Furthermore, Medium comes with the comments and annotations system, and regularly updates me on who read or clapped for the story. Yeah of course I could do all of that myself, but it would require juggling 5 more tools. It pushes you into writing more, introduces corrections over time, there is even a social aspect to it.

In a way, having the website/blog becomes a distraction from the act of actual writing. It gives you a way out, but is fundamentally unproductive.

When presented with an engineering dilemma Boris taught me to ask myself what route I’d take given unlimited money and time cheat codes. And to this day, I often use this advice with my own team.
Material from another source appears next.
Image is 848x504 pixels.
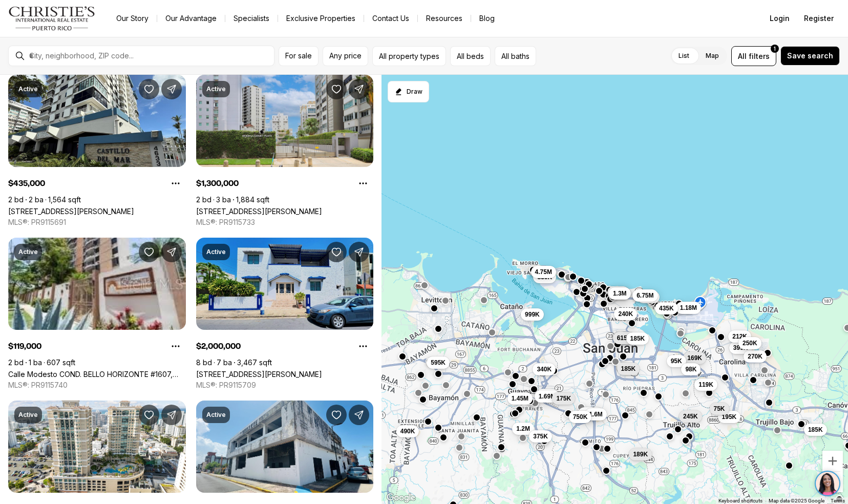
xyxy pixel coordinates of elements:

It doesn’t give you an answer, instead it breaks the ice, removes constraints from the conversation and lets you dream about what the end goal is. Sometimes it just helps you understand WHY we are doing this feature in the first place. You start breaking down the ideal scenario into iterations and try to position your capabilities somewhere onto that axis.

So, this brings me to the final point. Given unlimited time and money, I wouldn’t change a thing here. I’d make it as effortless as possible to write and publish, hoping that it would lead me to come in here more often, even when I don’t have something super smart or thorough to talk about.

Today, I re-read my first post (Manifesto_) here from 2017. It was just some weeks prior to my joining Boris’ team at Catena Media. It was very optimistic about personal and professional growth I had anticipated, and it clearly states that I wanted to write about travel, ideas, solutions. To have discussions on here. To not care about SEO, personal branding or longevity of the content.

While all of that didn’t come to transpire, I still feel that Medium offers a better chance of that happening, than wrapping my own community solution.

Let’s go back to that. Let’s publish more, and think about publishing less.